Will Bo-Jo actually be the next Tory leader?
[dropcap]L[/dropcap]ast week, to no-one’s great surprise, Mayor of London, television personality and senior Conservative Boris Johnson declared he would try and return to the House of Commons in next year’s general election. Given that many safe Tory seats in the London area would love to have Boris, his election is virtually a formality. But the implications of his decision are quite profound.
Many Conservatives see Johnson (let’s drop the over-familiar ‘Boris’) as electoral dynamite, the only Tory popular enough to win in London, a city where Labour as a party are currently enjoying support greater than in 1997. Johnson has defied this electoral gravity for two terms in office, and in his own way has made a big deal of the role. Whilst the Mayoralty provides a politician with the biggest personal mandate in Europe apart from the French president, the powers of the role are in fact rather limited, being mostly confined to transport, policing, and crime. Nevertheless, Johnson has been everywhere for the past six years. The London-centricity of the media, and indeed the country’s economic over-reliance on the capital no doubt plays a part, but the Mayor has used his role to act as a kind of ambassador for the city, turning up in China and India to promote investment and of course representing the city in the Olympics.
In fact, Johnson has been bone idle as mayor, merely carrying on or taking credit for many schemes introduced by his predecessor Ken Livingstone (the ‘Boris’ bikes and the Olympics spring to mind) or coming up with expensive white elephants like the barely used Emirates Cable Car. But you wouldn’t know this from the public perception, Johnson’s occasionally inspired sense of humour eliciting a ‘he may be a Tory, but he is funny’ reaction from many.
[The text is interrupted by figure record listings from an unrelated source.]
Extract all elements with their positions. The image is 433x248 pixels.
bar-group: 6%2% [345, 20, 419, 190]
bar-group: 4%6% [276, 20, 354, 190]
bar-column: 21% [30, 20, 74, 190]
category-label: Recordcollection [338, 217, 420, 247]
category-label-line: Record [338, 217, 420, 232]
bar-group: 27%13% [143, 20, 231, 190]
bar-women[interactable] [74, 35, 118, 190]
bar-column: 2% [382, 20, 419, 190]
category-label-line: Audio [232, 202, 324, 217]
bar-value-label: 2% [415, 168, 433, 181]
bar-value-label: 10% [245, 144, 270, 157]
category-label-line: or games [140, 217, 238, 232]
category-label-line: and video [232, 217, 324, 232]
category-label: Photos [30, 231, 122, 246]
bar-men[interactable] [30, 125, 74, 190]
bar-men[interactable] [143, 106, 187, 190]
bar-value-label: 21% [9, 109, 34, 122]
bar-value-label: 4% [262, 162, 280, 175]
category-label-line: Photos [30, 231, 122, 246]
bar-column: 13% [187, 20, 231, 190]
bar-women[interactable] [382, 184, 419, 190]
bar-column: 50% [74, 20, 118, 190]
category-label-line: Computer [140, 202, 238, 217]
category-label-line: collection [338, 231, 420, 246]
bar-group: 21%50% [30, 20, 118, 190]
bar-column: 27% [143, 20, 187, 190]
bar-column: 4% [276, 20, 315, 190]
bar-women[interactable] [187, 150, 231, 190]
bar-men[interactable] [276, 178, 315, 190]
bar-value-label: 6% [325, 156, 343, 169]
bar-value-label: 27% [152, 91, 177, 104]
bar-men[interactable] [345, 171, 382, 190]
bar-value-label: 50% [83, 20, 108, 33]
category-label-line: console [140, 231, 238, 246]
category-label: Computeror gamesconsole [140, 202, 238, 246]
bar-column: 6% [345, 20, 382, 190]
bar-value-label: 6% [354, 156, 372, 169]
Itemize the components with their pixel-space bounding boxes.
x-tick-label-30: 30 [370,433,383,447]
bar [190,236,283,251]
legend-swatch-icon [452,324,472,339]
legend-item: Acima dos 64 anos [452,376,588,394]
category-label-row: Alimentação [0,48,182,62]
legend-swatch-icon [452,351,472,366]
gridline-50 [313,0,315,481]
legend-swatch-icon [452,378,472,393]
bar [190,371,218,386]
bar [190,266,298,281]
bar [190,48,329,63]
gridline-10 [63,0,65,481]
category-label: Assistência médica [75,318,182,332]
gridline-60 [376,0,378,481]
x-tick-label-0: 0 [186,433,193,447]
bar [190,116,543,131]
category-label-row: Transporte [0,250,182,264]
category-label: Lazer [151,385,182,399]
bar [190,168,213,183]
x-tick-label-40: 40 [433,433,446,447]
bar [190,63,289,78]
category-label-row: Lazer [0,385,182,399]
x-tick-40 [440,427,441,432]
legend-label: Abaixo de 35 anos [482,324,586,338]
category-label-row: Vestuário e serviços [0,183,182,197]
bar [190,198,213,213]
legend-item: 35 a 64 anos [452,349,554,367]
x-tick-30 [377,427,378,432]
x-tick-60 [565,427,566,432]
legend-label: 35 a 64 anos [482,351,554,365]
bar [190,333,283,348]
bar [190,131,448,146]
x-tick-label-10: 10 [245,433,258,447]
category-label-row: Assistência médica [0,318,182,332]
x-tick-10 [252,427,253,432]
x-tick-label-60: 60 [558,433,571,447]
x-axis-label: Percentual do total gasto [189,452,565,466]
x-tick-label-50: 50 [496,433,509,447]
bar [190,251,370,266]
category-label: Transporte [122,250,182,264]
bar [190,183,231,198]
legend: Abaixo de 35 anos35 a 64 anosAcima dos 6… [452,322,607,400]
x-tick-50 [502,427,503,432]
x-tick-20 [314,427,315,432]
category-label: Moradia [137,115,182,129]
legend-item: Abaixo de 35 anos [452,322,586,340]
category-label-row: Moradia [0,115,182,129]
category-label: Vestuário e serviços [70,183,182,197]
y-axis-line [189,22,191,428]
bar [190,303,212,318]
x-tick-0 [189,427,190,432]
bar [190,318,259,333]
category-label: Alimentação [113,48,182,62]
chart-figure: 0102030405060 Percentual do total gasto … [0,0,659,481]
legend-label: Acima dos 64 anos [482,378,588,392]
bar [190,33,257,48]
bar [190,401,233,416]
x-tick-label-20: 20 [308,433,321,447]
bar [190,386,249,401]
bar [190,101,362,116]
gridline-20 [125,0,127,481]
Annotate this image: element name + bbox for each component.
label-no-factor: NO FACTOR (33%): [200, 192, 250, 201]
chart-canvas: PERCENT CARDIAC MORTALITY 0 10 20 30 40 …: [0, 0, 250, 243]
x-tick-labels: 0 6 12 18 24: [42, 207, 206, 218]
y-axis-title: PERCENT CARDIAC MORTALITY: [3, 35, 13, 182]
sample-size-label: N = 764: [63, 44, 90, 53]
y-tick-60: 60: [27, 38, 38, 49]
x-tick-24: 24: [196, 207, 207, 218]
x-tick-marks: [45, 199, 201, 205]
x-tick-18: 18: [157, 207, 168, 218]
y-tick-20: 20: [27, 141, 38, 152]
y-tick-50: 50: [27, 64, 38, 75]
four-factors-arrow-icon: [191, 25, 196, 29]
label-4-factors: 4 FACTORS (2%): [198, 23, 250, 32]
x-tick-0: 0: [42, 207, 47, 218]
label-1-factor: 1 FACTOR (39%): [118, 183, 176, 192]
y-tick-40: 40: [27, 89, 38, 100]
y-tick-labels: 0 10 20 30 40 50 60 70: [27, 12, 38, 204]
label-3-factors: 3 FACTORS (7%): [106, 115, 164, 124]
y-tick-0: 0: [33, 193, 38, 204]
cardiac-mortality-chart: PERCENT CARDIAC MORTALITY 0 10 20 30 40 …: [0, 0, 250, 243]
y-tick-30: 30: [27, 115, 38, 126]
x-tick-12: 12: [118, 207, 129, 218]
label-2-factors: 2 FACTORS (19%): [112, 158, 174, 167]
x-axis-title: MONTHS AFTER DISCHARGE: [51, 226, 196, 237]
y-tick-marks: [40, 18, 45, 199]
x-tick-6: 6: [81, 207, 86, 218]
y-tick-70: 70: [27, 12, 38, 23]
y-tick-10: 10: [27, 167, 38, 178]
In fact, Johnson has been bone idle as mayor, merely carrying on or taking credit for many schemes introduced by his predecessor Ken Livingstone
Methinks were Johnson to fulfil his naked ambition of becoming Tory leader or even PM, the joke would wear thin pretty quickly. The Conservatives are beset with demographic problems – young people, ethnic minorities, LGBT people and Northerners just don’t like them – and it is hard to see how another old Etonian man with little understanding of people beyond the Home Counties would help. His populism may salve the threat of UKIP in the short term – but his tired robo-Tory opinions would hardly win over key demographics in the future.
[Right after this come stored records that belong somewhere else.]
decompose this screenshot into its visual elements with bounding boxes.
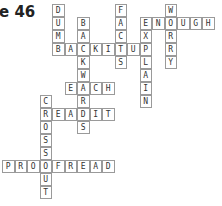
crossword-cell[interactable]: N (140, 95, 153, 108)
crossword-cell[interactable]: U (52, 17, 65, 30)
crossword-cell[interactable]: C (115, 30, 128, 43)
crossword-cell[interactable]: K (90, 43, 103, 56)
crossword-cell[interactable]: S (40, 134, 53, 147)
crossword-cell[interactable]: U (177, 17, 190, 30)
crossword-cell[interactable]: D (102, 160, 115, 173)
crossword-cell[interactable]: F (52, 160, 65, 173)
crossword-cell[interactable]: S (77, 121, 90, 134)
crossword-cell[interactable]: W (77, 69, 90, 82)
crossword-cell[interactable]: B (77, 17, 90, 30)
crossword-cell[interactable]: D (52, 4, 65, 17)
crossword-cell[interactable]: A (90, 160, 103, 173)
crossword-cell[interactable]: R (15, 160, 28, 173)
crossword-cell[interactable]: S (40, 147, 53, 160)
crossword-cell[interactable]: Y (165, 56, 178, 69)
crossword-cell[interactable]: A (140, 69, 153, 82)
crossword-cell[interactable]: E (52, 108, 65, 121)
crossword-cell[interactable]: T (40, 186, 53, 199)
crossword-cell[interactable]: A (65, 43, 78, 56)
crossword-cell[interactable]: H (102, 82, 115, 95)
crossword-cell[interactable]: I (102, 43, 115, 56)
crossword-cell[interactable]: O (165, 17, 178, 30)
crossword-cell[interactable]: K (77, 56, 90, 69)
crossword-cell[interactable]: H (202, 17, 215, 30)
crossword-cell[interactable]: T (102, 108, 115, 121)
crossword-cell[interactable]: E (140, 17, 153, 30)
crossword-cell[interactable]: E (65, 82, 78, 95)
crossword-cell[interactable]: T (115, 43, 128, 56)
crossword-cell[interactable]: C (40, 95, 53, 108)
crossword-cell[interactable]: F (115, 4, 128, 17)
crossword-cell[interactable]: A (115, 17, 128, 30)
crossword-cell[interactable]: I (90, 108, 103, 121)
crossword-cell[interactable]: O (27, 160, 40, 173)
crossword-cell[interactable]: U (127, 43, 140, 56)
crossword-cell[interactable]: W (165, 4, 178, 17)
crossword-cell[interactable]: X (140, 30, 153, 43)
crossword-cell[interactable]: O (40, 160, 53, 173)
crossword-cell[interactable]: U (40, 173, 53, 186)
crossword-cell[interactable]: E (77, 160, 90, 173)
crossword-cell[interactable]: O (40, 121, 53, 134)
crossword-cell[interactable]: S (115, 56, 128, 69)
crossword-cell[interactable]: R (165, 30, 178, 43)
crossword-cell[interactable]: G (190, 17, 203, 30)
crossword-cell[interactable]: P (2, 160, 15, 173)
crossword-cell[interactable]: B (52, 43, 65, 56)
crossword-grid: DUMBACKITUPBAKWARDSFACSEXLAINNOUGHWRRYEC… (0, 0, 222, 206)
crossword-cell[interactable]: C (77, 43, 90, 56)
crossword-cell[interactable]: R (65, 160, 78, 173)
crossword-cell[interactable]: P (140, 43, 153, 56)
crossword-cell[interactable]: A (77, 30, 90, 43)
crossword-cell[interactable]: N (152, 17, 165, 30)
crossword-cell[interactable]: R (165, 43, 178, 56)
crossword-cell[interactable]: M (52, 30, 65, 43)
crossword-cell[interactable]: A (77, 82, 90, 95)
crossword-cell[interactable]: L (140, 56, 153, 69)
crossword-cell[interactable]: R (40, 108, 53, 121)
crossword-cell[interactable]: I (140, 82, 153, 95)
crossword-cell[interactable]: R (77, 95, 90, 108)
crossword-cell[interactable]: D (77, 108, 90, 121)
crossword-cell[interactable]: A (65, 108, 78, 121)
crossword-cell[interactable]: C (90, 82, 103, 95)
But the most significant thing about Johnson standing for parliament is what it says about his view on Cameron’s hopes of retaining power. If Cameron were to win the election or stay as the largest party, he would survive as PM until he decided to give way to a continuity candidate such as George Osborne or Theresa May, as the Cameron project would have been vindicated. Johnson’s only chance of becoming leader is by serving as a break from that project – only viable in the case of a Tory defeat. Like the opinion polls, electoral arithmetic and pundits, Johnson appears to think this a likely outcome.
[divider]
Photo: flickr/BackBoris2012
Comments (1)
Have you any knowledge at all of the benefits and advantages Boris Johnson has brought to London, clearly not! Appalling ignorance, an Lvingstone was such a dodgy customer, when he left office, tens of millions of public funds went AWOL and he was investigated by Forensic Audit panel.
Ken did not start the bike hire scheme, he just did a bit of research.
Ken only built 26K homes in his first term, Boris built 56K, a record, now up to 76K.
Boris trade missions resultsin billions of foreign investment that saved Londn and the UK, that alone is an outstanding achievement, he also personally raised £100MM in funding.
Boris has united London, he is extremely popular with all communities, unlike viciously divisive Ken, who hobnobbed with dangerous extremists and continually insulted the Jewish community and gay ppl. I could go on and only, you clearly don’t have a clue,. would urge you to do some research.